10/11/2007

Why Write?

The previous post is from the beginning of my book The Entire Earth and Sky. I think about Antarctica every day and usually try to begin my day by looking at photos of the ice and seas. For some reason, and I don't know why, I feel very much at home in Antarctica, and did from the first time I went there in 1988. I remember quite clearly when my first sighting of the continent. Words fail me when I try to lay down that feeling as type.
Later, when I read accounts of similar moments -- when James Clark Ross first spotted the Ross Ice Shelf and compared it with the White Cliffs of Dover, it occurred to me how few places on Earth offered this view: Unaltered wilderness, one that looked precisely today as it did when another was there in the mid-19th century. Lately, this idea has come to occupy my mind. The question is, how can we begin to understand the history of a place, to bridge present and past with narrative, when the facts of place shift because of human culture?
These days, I live on a dune above the Pacific Ocean and walk the beach each day. Some days, it is only me and people who are paid to walk other people's dogs -- odd as this seems to me, it is rather common in San Francisco. One of the regular dog walkers, a large, red-faced young man chasing 10 dogs around the beach, talks to his dogs like this: OK! You are not supposed to run. You have a hip problem! No more running!
I think about this young man, the dogs, the absent people who own the dogs, and the largely empty beach. Inside the huge homes overlooking the Pacific, I imagine dog owners getting pedicures, selling stocks, and never looking out the window. Except when they have guests over.
Then they need the Earth to work for them. Look, they say, look at how beautiful the ocean and beach are, as though the world exists in a snow shake.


● **Exercise goal**
Please retype the listing below word for word and exclude its images.

● **Supplied material**
______________________________
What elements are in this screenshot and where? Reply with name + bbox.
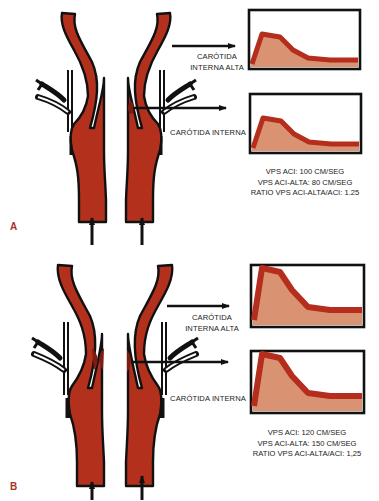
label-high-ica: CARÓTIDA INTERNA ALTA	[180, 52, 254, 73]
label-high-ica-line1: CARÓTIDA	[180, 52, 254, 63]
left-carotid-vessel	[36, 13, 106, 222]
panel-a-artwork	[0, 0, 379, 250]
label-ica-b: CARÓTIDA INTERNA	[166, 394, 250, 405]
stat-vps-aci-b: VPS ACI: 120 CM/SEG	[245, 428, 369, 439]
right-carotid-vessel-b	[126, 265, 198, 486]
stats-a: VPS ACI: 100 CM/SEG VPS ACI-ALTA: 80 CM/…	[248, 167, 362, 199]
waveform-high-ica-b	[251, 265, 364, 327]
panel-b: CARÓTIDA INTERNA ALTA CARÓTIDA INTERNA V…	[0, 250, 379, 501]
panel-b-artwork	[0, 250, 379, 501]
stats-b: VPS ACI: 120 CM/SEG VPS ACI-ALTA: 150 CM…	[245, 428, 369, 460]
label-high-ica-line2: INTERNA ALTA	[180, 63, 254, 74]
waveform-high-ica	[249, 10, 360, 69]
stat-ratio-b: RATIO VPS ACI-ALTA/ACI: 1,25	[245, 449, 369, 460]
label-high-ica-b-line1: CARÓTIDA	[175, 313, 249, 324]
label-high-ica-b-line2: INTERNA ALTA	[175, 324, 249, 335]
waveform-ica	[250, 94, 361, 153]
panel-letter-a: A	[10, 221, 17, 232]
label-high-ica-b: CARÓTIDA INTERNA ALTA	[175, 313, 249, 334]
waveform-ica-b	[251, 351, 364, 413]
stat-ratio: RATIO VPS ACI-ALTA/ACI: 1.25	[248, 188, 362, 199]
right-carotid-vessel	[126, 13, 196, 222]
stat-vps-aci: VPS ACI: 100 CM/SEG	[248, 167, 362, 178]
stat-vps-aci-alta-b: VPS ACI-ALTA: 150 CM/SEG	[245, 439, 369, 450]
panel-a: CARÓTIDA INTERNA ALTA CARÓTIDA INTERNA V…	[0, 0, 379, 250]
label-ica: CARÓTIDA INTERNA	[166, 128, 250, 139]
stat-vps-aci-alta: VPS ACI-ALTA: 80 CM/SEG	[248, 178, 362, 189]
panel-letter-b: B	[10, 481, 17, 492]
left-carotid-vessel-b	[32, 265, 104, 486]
______________________________
● **Written answer**
What elements are in this screenshot and where? Reply with name + bbox.
label-high-ica: CARÓTIDA INTERNA ALTA	[180, 52, 254, 73]
label-high-ica-line1: CARÓTIDA	[180, 52, 254, 63]
left-carotid-vessel	[36, 13, 106, 222]
panel-a-artwork	[0, 0, 379, 250]
label-ica-b: CARÓTIDA INTERNA	[166, 394, 250, 405]
stat-vps-aci-b: VPS ACI: 120 CM/SEG	[245, 428, 369, 439]
right-carotid-vessel-b	[126, 265, 198, 486]
stats-a: VPS ACI: 100 CM/SEG VPS ACI-ALTA: 80 CM/…	[248, 167, 362, 199]
waveform-high-ica-b	[251, 265, 364, 327]
panel-b: CARÓTIDA INTERNA ALTA CARÓTIDA INTERNA V…	[0, 250, 379, 501]
panel-b-artwork	[0, 250, 379, 501]
stats-b: VPS ACI: 120 CM/SEG VPS ACI-ALTA: 150 CM…	[245, 428, 369, 460]
label-high-ica-line2: INTERNA ALTA	[180, 63, 254, 74]
waveform-high-ica	[249, 10, 360, 69]
stat-ratio-b: RATIO VPS ACI-ALTA/ACI: 1,25	[245, 449, 369, 460]
label-high-ica-b-line1: CARÓTIDA	[175, 313, 249, 324]
label-high-ica-b-line2: INTERNA ALTA	[175, 324, 249, 335]
waveform-ica	[250, 94, 361, 153]
panel-letter-a: A	[10, 221, 17, 232]
label-high-ica-b: CARÓTIDA INTERNA ALTA	[175, 313, 249, 334]
waveform-ica-b	[251, 351, 364, 413]
stat-ratio: RATIO VPS ACI-ALTA/ACI: 1.25	[248, 188, 362, 199]
right-carotid-vessel	[126, 13, 196, 222]
stat-vps-aci: VPS ACI: 100 CM/SEG	[248, 167, 362, 178]
stat-vps-aci-alta-b: VPS ACI-ALTA: 150 CM/SEG	[245, 439, 369, 450]
panel-a: CARÓTIDA INTERNA ALTA CARÓTIDA INTERNA V…	[0, 0, 379, 250]
label-ica: CARÓTIDA INTERNA	[166, 128, 250, 139]
stat-vps-aci-alta: VPS ACI-ALTA: 80 CM/SEG	[248, 178, 362, 189]
panel-letter-b: B	[10, 481, 17, 492]
left-carotid-vessel-b	[32, 265, 104, 486]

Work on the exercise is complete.